28 JANUARY 1899, Page 18

Mr. Balfour's arguments in favour of his scheme are most

convincing, and are specially attractive to us because he speaks so boldly as a Protestant, and declares that all Pro- testants ought to support his proposal. "We claim, and justly, to have been the pioneers of toleration, let us not persist in a policy so perilously suggestive of intolerance. We claim, and justly, that the Reformation scarce did more for the purification of religion than for the advancement of learning. Let us not show zeal for one half of its work by frustrating the other." Mr Balfour ends by supporting the scheme as I a Unionist, a Protestant, and a lover of education. We

liendorse every word of Mr. Balfour's letter from the point of view of Unionists, Protestants, and lovers of education. If the Government now fail to take up this matter and give it the solution which Mr. Balfour has so ably worked out, and

which has received the assent of moderate men on both sides, they will incur a very heavy responsibility. It is, we hold, absurd to say that the measure could not be got through Parlia- ment. The country is Protestant, but it wants to do justice to Catholic Ireland, and if the Government do what is just and right, and set all electoral fears at defiance, they will gain, not lose, popular confidence. If they simply leave the ques- tion alone they will be gnilty of one of those derelictions of duty which always in the end call down Nemesis.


# ABOUT THIS TASK
The entries below are to be repeated exactly, with the pictures left out.

[Recorded data]
#####

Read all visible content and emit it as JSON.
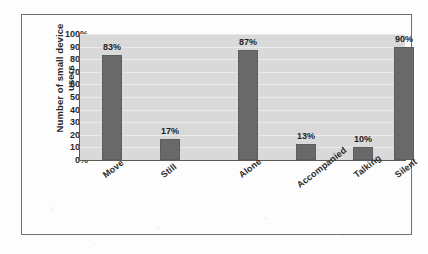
{
  "chart_data": {
    "type": "bar",
    "title": "",
    "subtitle": "",
    "xlabel": "",
    "ylabel": "Number of small device users",
    "categories": [
      "Move",
      "Still",
      "Alone",
      "Accompanied",
      "Talking",
      "Silent"
    ],
    "values": [
      83,
      17,
      87,
      13,
      10,
      90
    ],
    "value_labels": [
      "83%",
      "17%",
      "87%",
      "13%",
      "10%",
      "90%"
    ],
    "ylim": [
      0,
      100
    ],
    "ytick_labels": [
      "100%",
      "90%",
      "80%",
      "70%",
      "60%",
      "50%",
      "40%",
      "30%",
      "20%",
      "10%",
      "0%"
    ],
    "ytick_values": [
      100,
      90,
      80,
      70,
      60,
      50,
      40,
      30,
      20,
      10,
      0
    ],
    "grid": true,
    "legend": false,
    "legend_position": "none",
    "series": [
      {
        "name": "Number of small device users",
        "values": [
          83,
          17,
          87,
          13,
          10,
          90
        ]
      }
    ],
    "colors": {
      "bar_fill": "#696969",
      "bar_edge": "#5d5d5d",
      "plot_background": "#d9d9d9",
      "figure_background": "#fdfdfd",
      "frame_border": "#6f6f6f",
      "axis_line": "#5a5a5a",
      "text": "#2a2a2a",
      "gridline": "#ffffff"
    }
  },
  "page_artifacts": {
    "ghost_a": "",
    "ghost_b": "",
    "ghost_c": "",
    "ghost_d": "",
    "ghost_e": "",
    "ghost_f": "",
    "ghost_g": ""
  }
}
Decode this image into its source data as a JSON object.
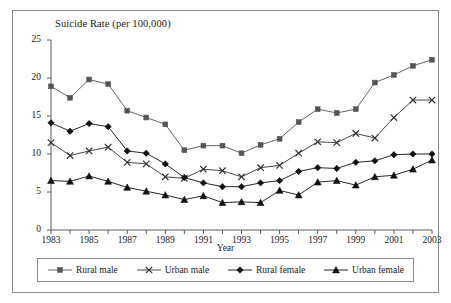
{
  "figure": {
    "title": "Suicide Rate (per 100,000)",
    "x_axis_title": "Year"
  },
  "chart_data": {
    "type": "line",
    "title": "Suicide Rate (per 100,000)",
    "xlabel": "Year",
    "ylabel": "Suicide Rate (per 100,000)",
    "xlim": [
      1983,
      2003
    ],
    "ylim": [
      0,
      25
    ],
    "y_ticks": [
      "0",
      "5",
      "10",
      "15",
      "20",
      "25"
    ],
    "y_tick_values": [
      0,
      5,
      10,
      15,
      20,
      25
    ],
    "x_ticks": [
      "1983",
      "1985",
      "1987",
      "1989",
      "1991",
      "1993",
      "1995",
      "1997",
      "1999",
      "2001",
      "2003"
    ],
    "x_tick_values": [
      1983,
      1985,
      1987,
      1989,
      1991,
      1993,
      1995,
      1997,
      1999,
      2001,
      2003
    ],
    "x_minor_tick_interval": 1,
    "grid": false,
    "legend_position": "bottom",
    "x": [
      1983,
      1984,
      1985,
      1986,
      1987,
      1988,
      1989,
      1990,
      1991,
      1992,
      1993,
      1994,
      1995,
      1996,
      1997,
      1998,
      1999,
      2000,
      2001,
      2002,
      2003
    ],
    "series": [
      {
        "name": "Rural male",
        "marker": "square",
        "color": "#555555",
        "values": [
          18.9,
          17.4,
          19.8,
          19.2,
          15.7,
          14.8,
          13.9,
          10.5,
          11.1,
          11.1,
          10.1,
          11.2,
          12.0,
          14.2,
          15.9,
          15.4,
          15.9,
          19.4,
          20.4,
          21.6,
          22.4
        ]
      },
      {
        "name": "Urban male",
        "marker": "cross",
        "color": "#333333",
        "values": [
          11.5,
          9.8,
          10.4,
          10.9,
          8.9,
          8.7,
          7.0,
          6.8,
          8.0,
          7.8,
          7.0,
          8.2,
          8.5,
          10.1,
          11.6,
          11.5,
          12.7,
          12.1,
          14.8,
          17.1,
          17.1
        ]
      },
      {
        "name": "Rural female",
        "marker": "diamond",
        "color": "#111111",
        "values": [
          14.1,
          13.0,
          14.0,
          13.6,
          10.4,
          10.1,
          8.7,
          6.9,
          6.2,
          5.7,
          5.7,
          6.2,
          6.5,
          7.7,
          8.2,
          8.1,
          8.9,
          9.1,
          9.9,
          10.0,
          10.0
        ]
      },
      {
        "name": "Urban female",
        "marker": "triangle",
        "color": "#111111",
        "values": [
          6.5,
          6.4,
          7.1,
          6.4,
          5.6,
          5.1,
          4.6,
          4.0,
          4.5,
          3.6,
          3.7,
          3.6,
          5.2,
          4.6,
          6.3,
          6.5,
          5.9,
          7.0,
          7.2,
          8.0,
          9.2
        ]
      }
    ]
  },
  "legend": {
    "items": [
      {
        "label": "Rural male",
        "marker": "square"
      },
      {
        "label": "Urban male",
        "marker": "cross"
      },
      {
        "label": "Rural female",
        "marker": "diamond"
      },
      {
        "label": "Urban female",
        "marker": "triangle"
      }
    ]
  }
}
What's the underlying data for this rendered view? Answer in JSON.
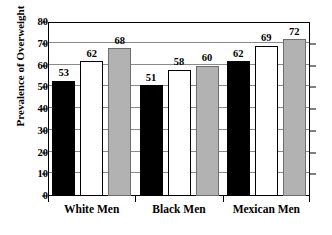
{
  "chart_data": {
    "type": "bar",
    "title": "",
    "xlabel": "",
    "ylabel": "Prevalence of Overweight",
    "ylim": [
      0,
      80
    ],
    "yticks": [
      0,
      10,
      20,
      30,
      40,
      50,
      60,
      70,
      80
    ],
    "ytick_labels": [
      "0",
      "10",
      "20",
      "30",
      "40",
      "50",
      "60",
      "70",
      "80"
    ],
    "grid": true,
    "legend": "none",
    "categories": [
      "White Men",
      "Black Men",
      "Mexican Men"
    ],
    "series": [
      {
        "name": "series-1",
        "color": "#000000",
        "style": "black",
        "values": [
          53,
          51,
          62
        ]
      },
      {
        "name": "series-2",
        "color": "#ffffff",
        "style": "white",
        "values": [
          62,
          58,
          69
        ]
      },
      {
        "name": "series-3",
        "color": "#b2b2b2",
        "style": "gray",
        "values": [
          68,
          60,
          72
        ]
      }
    ],
    "data_labels": [
      "53",
      "62",
      "68",
      "51",
      "58",
      "60",
      "62",
      "69",
      "72"
    ],
    "bar_order": [
      {
        "group": "White Men",
        "style": "black",
        "value": 53,
        "label": "53"
      },
      {
        "group": "White Men",
        "style": "white",
        "value": 62,
        "label": "62"
      },
      {
        "group": "White Men",
        "style": "gray",
        "value": 68,
        "label": "68"
      },
      {
        "group": "Black Men",
        "style": "black",
        "value": 51,
        "label": "51"
      },
      {
        "group": "Black Men",
        "style": "white",
        "value": 58,
        "label": "58"
      },
      {
        "group": "Black Men",
        "style": "gray",
        "value": 60,
        "label": "60"
      },
      {
        "group": "Mexican Men",
        "style": "black",
        "value": 62,
        "label": "62"
      },
      {
        "group": "Mexican Men",
        "style": "white",
        "value": 69,
        "label": "69"
      },
      {
        "group": "Mexican Men",
        "style": "gray",
        "value": 72,
        "label": "72"
      }
    ],
    "colors": {
      "black_bar": "#000000",
      "white_bar": "#ffffff",
      "gray_bar": "#b2b2b2",
      "axis": "#000000",
      "gridline": "#8a8a8a",
      "background": "#ffffff"
    }
  }
}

#####

# RESULT OF THE EXERCISE
Read all visible content and emit it as JSON.
{
  "chart_data": {
    "type": "bar",
    "title": "",
    "subtitle": "",
    "xlabel": "",
    "ylabel": "Number of small device users",
    "categories": [
      "Move",
      "Still",
      "Alone",
      "Accompanied",
      "Talking",
      "Silent"
    ],
    "values": [
      83,
      17,
      87,
      13,
      10,
      90
    ],
    "value_labels": [
      "83%",
      "17%",
      "87%",
      "13%",
      "10%",
      "90%"
    ],
    "ylim": [
      0,
      100
    ],
    "ytick_labels": [
      "100%",
      "90%",
      "80%",
      "70%",
      "60%",
      "50%",
      "40%",
      "30%",
      "20%",
      "10%",
      "0%"
    ],
    "ytick_values": [
      100,
      90,
      80,
      70,
      60,
      50,
      40,
      30,
      20,
      10,
      0
    ],
    "grid": true,
    "legend": false,
    "legend_position": "none",
    "series": [
      {
        "name": "Number of small device users",
        "values": [
          83,
          17,
          87,
          13,
          10,
          90
        ]
      }
    ],
    "colors": {
      "bar_fill": "#696969",
      "bar_edge": "#5d5d5d",
      "plot_background": "#d9d9d9",
      "figure_background": "#fdfdfd",
      "frame_border": "#6f6f6f",
      "axis_line": "#5a5a5a",
      "text": "#2a2a2a",
      "gridline": "#ffffff"
    }
  },
  "page_artifacts": {
    "ghost_a": "",
    "ghost_b": "",
    "ghost_c": "",
    "ghost_d": "",
    "ghost_e": "",
    "ghost_f": "",
    "ghost_g": ""
  }
}
Decode this image into its source data as a JSON object.
{
  "figure": {
    "title": "Suicide Rate (per 100,000)",
    "x_axis_title": "Year"
  },
  "chart_data": {
    "type": "line",
    "title": "Suicide Rate (per 100,000)",
    "xlabel": "Year",
    "ylabel": "Suicide Rate (per 100,000)",
    "xlim": [
      1983,
      2003
    ],
    "ylim": [
      0,
      25
    ],
    "y_ticks": [
      "0",
      "5",
      "10",
      "15",
      "20",
      "25"
    ],
    "y_tick_values": [
      0,
      5,
      10,
      15,
      20,
      25
    ],
    "x_ticks": [
      "1983",
      "1985",
      "1987",
      "1989",
      "1991",
      "1993",
      "1995",
      "1997",
      "1999",
      "2001",
      "2003"
    ],
    "x_tick_values": [
      1983,
      1985,
      1987,
      1989,
      1991,
      1993,
      1995,
      1997,
      1999,
      2001,
      2003
    ],
    "x_minor_tick_interval": 1,
    "grid": false,
    "legend_position": "bottom",
    "x": [
      1983,
      1984,
      1985,
      1986,
      1987,
      1988,
      1989,
      1990,
      1991,
      1992,
      1993,
      1994,
      1995,
      1996,
      1997,
      1998,
      1999,
      2000,
      2001,
      2002,
      2003
    ],
    "series": [
      {
        "name": "Rural male",
        "marker": "square",
        "color": "#555555",
        "values": [
          18.9,
          17.4,
          19.8,
          19.2,
          15.7,
          14.8,
          13.9,
          10.5,
          11.1,
          11.1,
          10.1,
          11.2,
          12.0,
          14.2,
          15.9,
          15.4,
          15.9,
          19.4,
          20.4,
          21.6,
          22.4
        ]
      },
      {
        "name": "Urban male",
        "marker": "cross",
        "color": "#333333",
        "values": [
          11.5,
          9.8,
          10.4,
          10.9,
          8.9,
          8.7,
          7.0,
          6.8,
          8.0,
          7.8,
          7.0,
          8.2,
          8.5,
          10.1,
          11.6,
          11.5,
          12.7,
          12.1,
          14.8,
          17.1,
          17.1
        ]
      },
      {
        "name": "Rural female",
        "marker": "diamond",
        "color": "#111111",
        "values": [
          14.1,
          13.0,
          14.0,
          13.6,
          10.4,
          10.1,
          8.7,
          6.9,
          6.2,
          5.7,
          5.7,
          6.2,
          6.5,
          7.7,
          8.2,
          8.1,
          8.9,
          9.1,
          9.9,
          10.0,
          10.0
        ]
      },
      {
        "name": "Urban female",
        "marker": "triangle",
        "color": "#111111",
        "values": [
          6.5,
          6.4,
          7.1,
          6.4,
          5.6,
          5.1,
          4.6,
          4.0,
          4.5,
          3.6,
          3.7,
          3.6,
          5.2,
          4.6,
          6.3,
          6.5,
          5.9,
          7.0,
          7.2,
          8.0,
          9.2
        ]
      }
    ]
  },
  "legend": {
    "items": [
      {
        "label": "Rural male",
        "marker": "square"
      },
      {
        "label": "Urban male",
        "marker": "cross"
      },
      {
        "label": "Rural female",
        "marker": "diamond"
      },
      {
        "label": "Urban female",
        "marker": "triangle"
      }
    ]
  }
}
What's the underlying data for this rendered view? Answer in JSON.
{
  "chart_data": {
    "type": "bar",
    "title": "",
    "xlabel": "",
    "ylabel": "Prevalence of Overweight",
    "ylim": [
      0,
      80
    ],
    "yticks": [
      0,
      10,
      20,
      30,
      40,
      50,
      60,
      70,
      80
    ],
    "ytick_labels": [
      "0",
      "10",
      "20",
      "30",
      "40",
      "50",
      "60",
      "70",
      "80"
    ],
    "grid": true,
    "legend": "none",
    "categories": [
      "White Men",
      "Black Men",
      "Mexican Men"
    ],
    "series": [
      {
        "name": "series-1",
        "color": "#000000",
        "style": "black",
        "values": [
          53,
          51,
          62
        ]
      },
      {
        "name": "series-2",
        "color": "#ffffff",
        "style": "white",
        "values": [
          62,
          58,
          69
        ]
      },
      {
        "name": "series-3",
        "color": "#b2b2b2",
        "style": "gray",
        "values": [
          68,
          60,
          72
        ]
      }
    ],
    "data_labels": [
      "53",
      "62",
      "68",
      "51",
      "58",
      "60",
      "62",
      "69",
      "72"
    ],
    "bar_order": [
      {
        "group": "White Men",
        "style": "black",
        "value": 53,
        "label": "53"
      },
      {
        "group": "White Men",
        "style": "white",
        "value": 62,
        "label": "62"
      },
      {
        "group": "White Men",
        "style": "gray",
        "value": 68,
        "label": "68"
      },
      {
        "group": "Black Men",
        "style": "black",
        "value": 51,
        "label": "51"
      },
      {
        "group": "Black Men",
        "style": "white",
        "value": 58,
        "label": "58"
      },
      {
        "group": "Black Men",
        "style": "gray",
        "value": 60,
        "label": "60"
      },
      {
        "group": "Mexican Men",
        "style": "black",
        "value": 62,
        "label": "62"
      },
      {
        "group": "Mexican Men",
        "style": "white",
        "value": 69,
        "label": "69"
      },
      {
        "group": "Mexican Men",
        "style": "gray",
        "value": 72,
        "label": "72"
      }
    ],
    "colors": {
      "black_bar": "#000000",
      "white_bar": "#ffffff",
      "gray_bar": "#b2b2b2",
      "axis": "#000000",
      "gridline": "#8a8a8a",
      "background": "#ffffff"
    }
  }
}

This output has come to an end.